Arika have been creating events since 2001. The Archive is space to share the documentation of our work, over 600 events from the past 20 years. Browse the archive by event, artists and collections, explore using theme pairs, or use the index for a comprehensive overview.
A loud, buzzing stew of electrical light as noise and convulsive electric guitar squall.
French improviser, composer, writer & musical thinker of dry humour and elegant clarity. Sly conjurer of music from the unconsidered processes of music making.
Are artists powerless in the face of technology? These often whimsical and amusing films are minimal technological interventions and appropriations but maybe also rigorous takes on the role of popular media and culture in our hyper-technological world.
Glasgow. Free-playing quartet of bass/ cello/ voice from The Glasgow Improvisors Orchestra and Age Of Wire & String.
Strickland Distribution and Ultra-red give a practical sound workshop bringing together walk participants to discuss the issues raised during the walk
Work that focuses in on the static hiss and background noise of recording and pushes it to the fore.
Live in person at Performance Space New York and live-streamed everywhere!
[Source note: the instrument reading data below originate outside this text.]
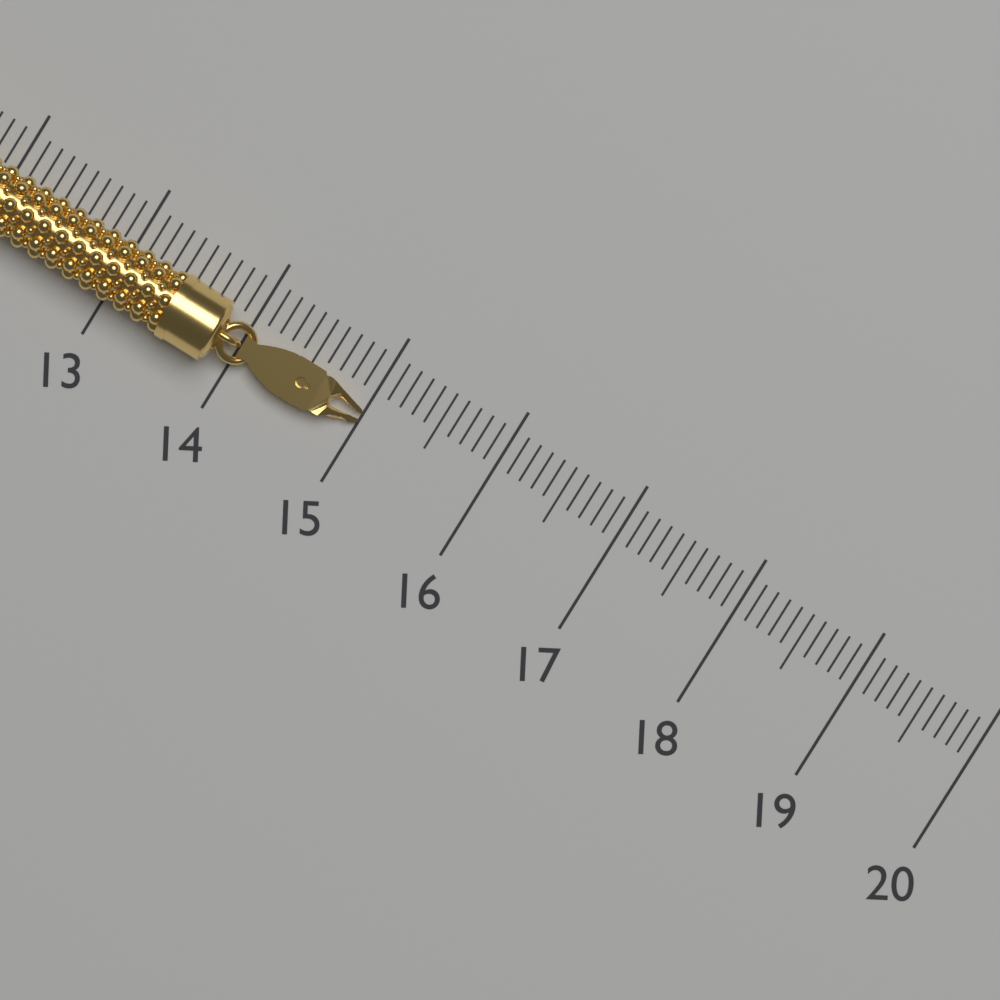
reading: 15.0 (no unit)
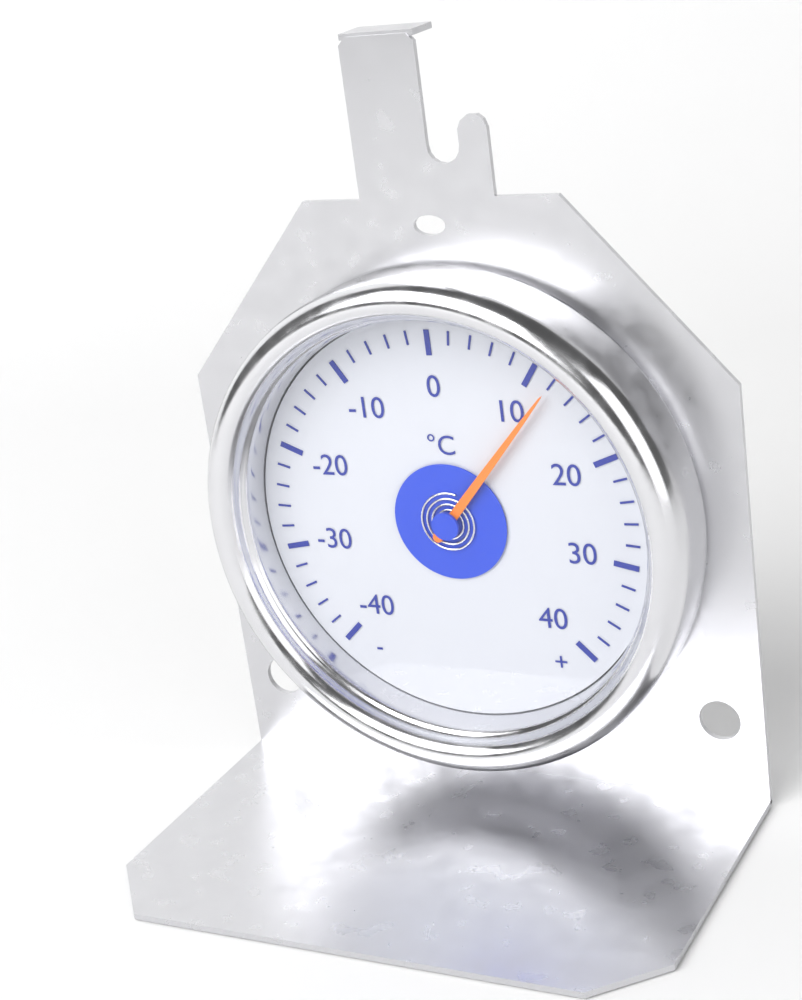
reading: 12 °C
Watching Storyboard P dance feels like glimpsing into another world.
From really simple, open instructions, An Unrhymed Chord creates a kind of half-way point between composition and improvisation.
A sound of buzzing and flickering metallic drones, glottal stops and guttural growls, and also an explosiveness and purity of sound that reminds you as much of Bill Dixon as anyone else.
Bruno’s liberated improvisational approach stretches beyond the lyrical, tough as nails rhythmic bursts and expressive, swinging attack of his drumming.
A performed installation by one of Germany’s most interesting visual artists, based on edited transcripts of the 1961 trial of Adolf Eichmann in Jerusalem and the writings of Hannah Arendt
How can we imagine bodies not as an end in themselves, but as a medium through which we can become one another’s means?